I need a triple click detection on my 2d game.
I have a Canvas with a fire button inside and I'm searching a way to trigger 3 different actions on the player's script when I press this button once, twice, or three times.
There's a similar question about detecting double-clicks in Unity, but it wasn't clear which of the seven different answers would be appropriate for this situation, or how to extend them to handle three clicks.
Answer
The basic strategy here is to set up our script to remember it was clicked (some number of times), but delay acting on that information for a short period of time, in case another click immediately follows.
For UI elements in a Canvas, the most robust method is probably to use a variation on Norb's answer for the double-click case. This leverages the Unity UI event system to give a lot of flexibility.
For this, we put a custom ClickController
script on each UI object we want to be able to react to multiple click types - make sure they have their "Raycast Target" box checked so they're visible to mouse events:
using UnityEngine;
using UnityEngine.Events;
using UnityEngine.EventSystems;
using System.Collections;
public class ClickController : MonoBehaviour
{
// Configure how we listen for clicks (how fast, which button).
[Tooltip("Seconds after each click to wait for a follow-up")]
public float timeLimit = 0.25f;
[Tooltip("Which mouse/stylus button to react to")]
public PointerEventData.InputButton button;
// Expose events we can wire-up in the inspector to our desired handlers.
// I added this so we can use it to show visible feedback immediately
// on the first click, to minimize perceived latency.
[System.Serializable]
public class OnAtLeastOneClick : UnityEvent { };
public OnAtLeastOneClick onAtLeastOneClick;
[System.Serializable]
public class OnSingleClick : UnityEvent { };
public OnSingleClick onSingleClick;
[System.Serializable]
public class OnDoubleClick : UnityEvent { };
public OnDoubleClick onDoubleClick;
[System.Serializable]
public class OnTripleClick : UnityEvent { };
public OnTripleClick onTripleClick;
// Internal state for keeping track of clicks.
private int clickCount;
private Coroutine delayedClick;
// Auto-configure on Start.
// I added this to reduce fiddly inspector setup - we'll use an existing
// EventTrigger component if it's there, or add one & wire it up if not.
void Start()
{
EventTrigger trigger = GetComponent();
if (trigger == null)
trigger = gameObject.AddComponent();
var entry = new EventTrigger.Entry();
entry.eventID = EventTriggerType.PointerClick;
entry.callback.AddListener(onClick);
trigger.triggers.Add(entry);
}
// Main click handler - this is where the magic happens.
public void onClick(BaseEventData data)
{
PointerEventData pointerData = data as PointerEventData;
// Ignore clicks on buttons we're not watching.
if (this.button != pointerData.button)
return;
// Count up the clicks.
clickCount++;
// React accordingly.
switch(clickCount)
{
// First click: fire OnAtLeastOneClick and wait to see if a second comes in.
case 1:
delayedClick = StartCoroutine(DelayClick(onSingleClick, timeLimit));
onAtLeastOneClick.Invoke();
break;
// Second click: cancel single-click and wait to see if a third comes in.
case 2:
StopCoroutine(delayedClick);
delayedClick = StartCoroutine(DelayClick(onDoubleClick, timeLimit));
break;
// Third click: cancel double-click fire OnTripleClick immediately.
case 3:
StopCoroutine(delayedClick);
delayedClick = null;
onTripleClick.Invoke();
clickCount = 0;
break;
}
}
// This handles firing off the click after a delay.
// We cancel it if a new click comes in sooner.
private IEnumerator DelayClick(UnityEvent clickEvent, float delay)
{
yield return new WaitForSeconds(delay);
// This coroutine didn't get stopped, so no new click came in.
// Fire off the corresponding click event and reset.
clickEvent.Invoke();
clickCount = 0;
delayedClick = null;
}
}
The script looks like this when attached, with four events you can link-up to call public methods on any component in your scene:
As described in the comments above, I added the OnAtLeastOneClick
method so we have something we can call right away as soon as the player interacts (triggering this OnPress would also work if you need it even sooner). Firing off some visual and audio feedback at that moment can help cover the waiting period for the next click to come in, helping the interaction feel snappy & responsive. Since at this moment we don't yet know whether this will be a single-, double-, or triple-click, the feedback has to work for all three, and more specialized feedback can be triggered a fraction of a second later once we know for sure what input action we're dealing with.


Instructions to follow:
Reproduce all the lines below exactly and omit the images.

Given data:

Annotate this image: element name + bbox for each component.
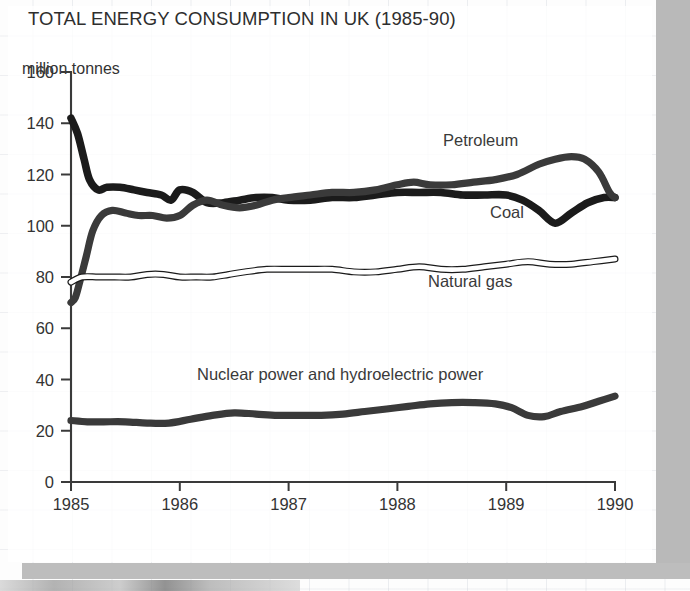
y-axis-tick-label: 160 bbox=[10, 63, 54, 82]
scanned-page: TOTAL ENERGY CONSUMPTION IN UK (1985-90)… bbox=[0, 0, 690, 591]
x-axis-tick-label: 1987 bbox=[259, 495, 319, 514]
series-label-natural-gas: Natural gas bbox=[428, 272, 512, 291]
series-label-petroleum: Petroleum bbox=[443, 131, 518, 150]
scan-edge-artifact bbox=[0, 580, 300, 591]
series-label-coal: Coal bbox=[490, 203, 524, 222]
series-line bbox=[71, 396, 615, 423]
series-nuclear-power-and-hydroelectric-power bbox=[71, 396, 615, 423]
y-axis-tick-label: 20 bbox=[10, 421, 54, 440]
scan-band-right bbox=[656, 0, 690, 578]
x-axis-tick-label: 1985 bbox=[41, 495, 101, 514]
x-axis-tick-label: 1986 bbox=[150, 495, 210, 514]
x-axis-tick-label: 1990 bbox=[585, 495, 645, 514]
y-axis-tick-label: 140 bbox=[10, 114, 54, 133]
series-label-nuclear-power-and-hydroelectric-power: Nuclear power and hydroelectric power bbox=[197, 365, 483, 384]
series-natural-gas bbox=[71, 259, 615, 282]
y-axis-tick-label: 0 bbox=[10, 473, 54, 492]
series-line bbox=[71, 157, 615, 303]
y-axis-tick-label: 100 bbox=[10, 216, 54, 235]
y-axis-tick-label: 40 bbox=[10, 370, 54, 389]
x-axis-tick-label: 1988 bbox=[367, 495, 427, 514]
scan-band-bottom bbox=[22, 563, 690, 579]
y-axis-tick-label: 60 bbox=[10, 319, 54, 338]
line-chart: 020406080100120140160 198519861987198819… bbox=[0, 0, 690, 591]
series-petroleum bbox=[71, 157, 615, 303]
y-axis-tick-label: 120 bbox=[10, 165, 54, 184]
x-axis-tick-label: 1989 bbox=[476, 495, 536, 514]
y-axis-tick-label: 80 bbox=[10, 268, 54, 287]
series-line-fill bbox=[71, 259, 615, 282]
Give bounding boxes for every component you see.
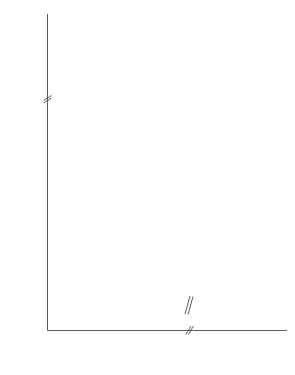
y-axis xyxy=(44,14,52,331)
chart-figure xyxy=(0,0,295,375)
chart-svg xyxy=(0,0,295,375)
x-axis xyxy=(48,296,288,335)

Reply to the task:
Annotate this image: element name + bbox for each component.
y-axis-tick-label: 160 bbox=[10, 63, 54, 82]
scanned-page: TOTAL ENERGY CONSUMPTION IN UK (1985-90)… bbox=[0, 0, 690, 591]
x-axis-tick-label: 1987 bbox=[259, 495, 319, 514]
series-label-natural-gas: Natural gas bbox=[428, 272, 512, 291]
series-label-petroleum: Petroleum bbox=[443, 131, 518, 150]
scan-edge-artifact bbox=[0, 580, 300, 591]
series-label-coal: Coal bbox=[490, 203, 524, 222]
series-line bbox=[71, 396, 615, 423]
series-nuclear-power-and-hydroelectric-power bbox=[71, 396, 615, 423]
y-axis-tick-label: 20 bbox=[10, 421, 54, 440]
scan-band-right bbox=[656, 0, 690, 578]
x-axis-tick-label: 1985 bbox=[41, 495, 101, 514]
x-axis-tick-label: 1986 bbox=[150, 495, 210, 514]
x-axis-tick-label: 1990 bbox=[585, 495, 645, 514]
y-axis-tick-label: 140 bbox=[10, 114, 54, 133]
series-label-nuclear-power-and-hydroelectric-power: Nuclear power and hydroelectric power bbox=[197, 365, 483, 384]
series-natural-gas bbox=[71, 259, 615, 282]
y-axis-tick-label: 0 bbox=[10, 473, 54, 492]
series-line bbox=[71, 157, 615, 303]
y-axis-tick-label: 100 bbox=[10, 216, 54, 235]
y-axis-tick-label: 40 bbox=[10, 370, 54, 389]
x-axis-tick-label: 1988 bbox=[367, 495, 427, 514]
scan-band-bottom bbox=[22, 563, 690, 579]
y-axis-tick-label: 60 bbox=[10, 319, 54, 338]
line-chart: 020406080100120140160 198519861987198819… bbox=[0, 0, 690, 591]
series-petroleum bbox=[71, 157, 615, 303]
y-axis-tick-label: 120 bbox=[10, 165, 54, 184]
x-axis-tick-label: 1989 bbox=[476, 495, 536, 514]
y-axis-tick-label: 80 bbox=[10, 268, 54, 287]
series-line-fill bbox=[71, 259, 615, 282]
Give bounding boxes for every component you see.
y-axis xyxy=(44,14,52,331)
chart-figure xyxy=(0,0,295,375)
chart-svg xyxy=(0,0,295,375)
x-axis xyxy=(48,296,288,335)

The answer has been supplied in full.